C2C Leadership organized Uttarakhand’s biggest Uttarakhand Influencers Meet 2025 on December 8, 2025, which was fully managed by Kedar Beyond Creation (KBC). The chief guest at the event was the Chief Minister of Uttarakhand, Pushkar Dhami. The event took place at 4:00 PM at The Emerald Grand Hotel, Dehradun. The event saw a large gathering of prominent personalities and creators from Uttarakhand, who enjoyed everything from Chief Minister Pushkar Dhami’s address to Pritam’s melodious singing.

The Chief Minister of Uttarakhand walking onto the stage, hugging YouTubers, clicking selfies with Instagram reel queens, and then personally putting shawls and trophies around five incredible women who run businesses from tiny mountain villages. That actually happened on Sunday evening at Hotel Emerald Trail.

For the first time ever, the state threw open its doors and said, “Creators, women entrepreneurs – you’re not alone anymore.”

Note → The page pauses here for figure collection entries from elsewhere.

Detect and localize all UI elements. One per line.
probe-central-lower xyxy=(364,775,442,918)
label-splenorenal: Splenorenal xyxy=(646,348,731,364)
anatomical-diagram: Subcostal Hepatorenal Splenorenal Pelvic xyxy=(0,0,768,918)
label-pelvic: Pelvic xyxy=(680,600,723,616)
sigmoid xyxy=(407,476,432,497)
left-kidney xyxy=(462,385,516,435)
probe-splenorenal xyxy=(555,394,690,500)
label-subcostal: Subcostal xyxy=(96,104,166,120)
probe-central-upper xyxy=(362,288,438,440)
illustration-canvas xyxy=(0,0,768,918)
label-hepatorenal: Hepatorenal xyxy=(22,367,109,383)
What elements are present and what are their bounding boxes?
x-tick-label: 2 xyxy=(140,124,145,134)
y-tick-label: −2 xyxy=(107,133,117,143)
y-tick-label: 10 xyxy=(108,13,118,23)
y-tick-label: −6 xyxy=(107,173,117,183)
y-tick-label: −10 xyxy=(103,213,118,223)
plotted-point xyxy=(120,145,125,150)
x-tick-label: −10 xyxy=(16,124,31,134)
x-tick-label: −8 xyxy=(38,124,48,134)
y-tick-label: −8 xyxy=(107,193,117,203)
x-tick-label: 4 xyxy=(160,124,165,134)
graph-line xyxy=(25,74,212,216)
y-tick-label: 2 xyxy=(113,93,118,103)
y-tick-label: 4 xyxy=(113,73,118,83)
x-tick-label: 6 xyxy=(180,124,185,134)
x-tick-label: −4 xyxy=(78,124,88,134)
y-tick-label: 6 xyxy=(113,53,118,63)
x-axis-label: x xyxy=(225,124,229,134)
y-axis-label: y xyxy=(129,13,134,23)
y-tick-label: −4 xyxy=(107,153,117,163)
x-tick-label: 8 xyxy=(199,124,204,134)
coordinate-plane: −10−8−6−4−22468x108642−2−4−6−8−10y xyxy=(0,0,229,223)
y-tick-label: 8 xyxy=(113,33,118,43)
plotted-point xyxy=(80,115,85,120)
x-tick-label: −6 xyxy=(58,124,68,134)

The event was called Uttarakhand Creators Meet 2025 & Women Entrepreneurs Honour Ceremony, and it was organised by a passionate team at C2C Leadership (the husband-wife duo Divya Singh Mehra and Sanjiv Singh Mehra, who refused to let this dream remain just a dream), with the full event meticulously managed and coordinated by Shilpa Bhat and the dedicated C2C team members.

The moment everyone is still talking about? CM Pushkar Singh Dhami handed out the brand-new “Mahila Udyami Samman 2025” to five absolute powerhouses:

→ Nalini Gosain

→ Shashi Raturii

→ Swati Singh

→ Jyoti Dabral

→ Gayatri Balodi

These ladies are growing organic brands, reviving dying handicrafts, running self-help groups that employ hundreds of sisters in the hills, and building startups when most people told them “it’s impossible up here”.

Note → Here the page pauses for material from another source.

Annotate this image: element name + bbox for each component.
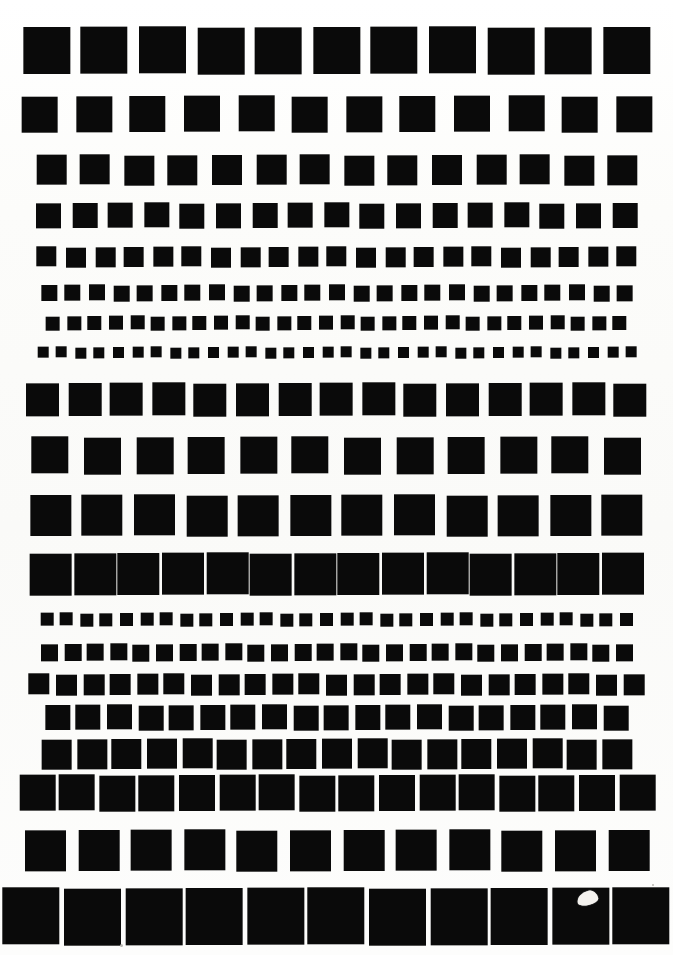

Then came the part that felt like a group chat with the CM himself – the “Mukhya Mantri Samvad”. Creators stood up, phones in hand, and straight-up asked: “Sir, internet sucks in villages, training is missing, and making money from content is harder here.” CM Dhami didn’t give politician answers. He said, “Policy is coming very soon. Training centres, funding help, better connectivity – consider it done.

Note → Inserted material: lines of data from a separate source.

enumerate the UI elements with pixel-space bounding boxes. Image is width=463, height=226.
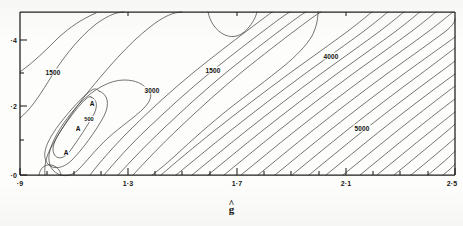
contour-plot: ·9 1·3 1·7 2·1 2·5 ·4 ·2 ·0 1500 3000 15… xyxy=(0,0,463,226)
y-tick-label-1: ·2 xyxy=(2,103,17,110)
figure-canvas: ·9 1·3 1·7 2·1 2·5 ·4 ·2 ·0 1500 3000 15… xyxy=(0,0,463,226)
x-tick-label-3: 2·1 xyxy=(341,180,352,187)
marker-a-3: A xyxy=(63,149,69,156)
marker-a-1: A xyxy=(89,100,95,107)
contour-label-1500-left: 1500 xyxy=(45,69,62,76)
y-tick-label-0: ·4 xyxy=(2,37,17,44)
contour-lines-svg xyxy=(0,0,463,226)
contour-label-5000: 5000 xyxy=(354,125,371,132)
x-axis-title: ^ g xyxy=(0,203,463,215)
circumflex-accent-icon: ^ xyxy=(229,199,235,209)
marker-a-2: A xyxy=(75,125,81,132)
contour-label-1500-mid: 1500 xyxy=(205,67,222,74)
x-tick-label-1: 1·3 xyxy=(123,180,134,187)
y-tick-label-2: ·0 xyxy=(2,172,17,179)
x-tick-label-0: ·9 xyxy=(17,180,24,187)
contour-label-3000: 3000 xyxy=(144,87,161,94)
contour-label-500: 500 xyxy=(83,116,95,122)
x-tick-label-2: 1·7 xyxy=(232,180,243,187)
x-tick-label-4: 2·5 xyxy=(447,180,458,187)
contour-label-4000: 4000 xyxy=(323,53,340,60)
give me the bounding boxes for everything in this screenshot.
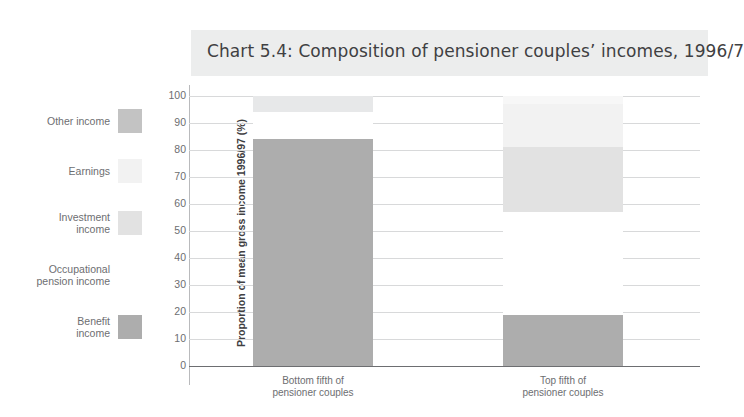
- bar-segment-other-income-top-fifth: [503, 96, 623, 104]
- legend-item-occupational-pension-income: Occupational pension income: [6, 260, 142, 290]
- bar-segment-occupational-pension-income-top-fifth: [503, 212, 623, 315]
- bar-segment-other-income-bottom-fifth: [253, 96, 373, 112]
- y-tick: 30: [146, 278, 186, 290]
- legend-swatch-occupational-pension-income: [118, 263, 142, 287]
- plot-area: [189, 96, 700, 366]
- legend-item-benefit-income: Benefit income: [6, 312, 142, 342]
- legend-item-investment-income: Investment income: [6, 208, 142, 238]
- bar-segment-occupational-pension-income-bottom-fifth: [253, 112, 373, 139]
- y-tick: 80: [146, 143, 186, 155]
- legend-swatch-benefit-income: [118, 315, 142, 339]
- legend-item-other-income: Other income: [6, 108, 142, 134]
- legend-label: Other income: [47, 115, 118, 127]
- y-tick: 50: [146, 224, 186, 236]
- legend-label: Investment income: [59, 211, 118, 235]
- y-tick: 10: [146, 332, 186, 344]
- y-axis-tick-labels: 100 90 80 70 60 50 40 30 20 10 0: [160, 96, 186, 366]
- legend-label: Earnings: [69, 165, 118, 177]
- bar-segment-earnings-top-fifth: [503, 104, 623, 147]
- y-tick: 70: [146, 170, 186, 182]
- y-tick: 0: [146, 359, 186, 371]
- legend-item-earnings: Earnings: [6, 158, 142, 184]
- y-tick: 40: [146, 251, 186, 263]
- y-tick: 20: [146, 305, 186, 317]
- x-axis-category-bottom-fifth: Bottom fifth of pensioner couples: [213, 375, 413, 399]
- chart-title-band: Chart 5.4: Composition of pensioner coup…: [191, 30, 708, 76]
- x-axis-category-top-fifth: Top fifth of pensioner couples: [463, 375, 663, 399]
- y-tick: 60: [146, 197, 186, 209]
- bar-segment-benefit-income-bottom-fifth: [253, 139, 373, 366]
- legend-swatch-investment-income: [118, 211, 142, 235]
- bar-segment-investment-income-top-fifth: [503, 147, 623, 212]
- y-tick: 100: [146, 89, 186, 101]
- legend-swatch-other-income: [118, 109, 142, 133]
- legend-label: Occupational pension income: [36, 263, 118, 287]
- y-tick: 90: [146, 116, 186, 128]
- page-title: Chart 5.4: Composition of pensioner coup…: [207, 41, 744, 61]
- x-axis-line: [189, 366, 700, 367]
- legend-label: Benefit income: [76, 315, 118, 339]
- bar-segment-benefit-income-top-fifth: [503, 315, 623, 366]
- legend-swatch-earnings: [118, 159, 142, 183]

You could feel the energy shift in the room. People were crying, cheering, clapping – it was wild.

The night ended with Padma Shri Preetam Bharatwan singing pahadi folk like only he can. Half the hall was dancing, the other half had tears rolling down.

This wasn’t just an event. It felt like Uttarakhand finally looked at its young creators and mountain daughters and said, “We see you. We’ve got your back.” And honestly? The rest of India needs to watch out – because the hills are rising, and they’re doing it with phones, dreams, and unstoppable women.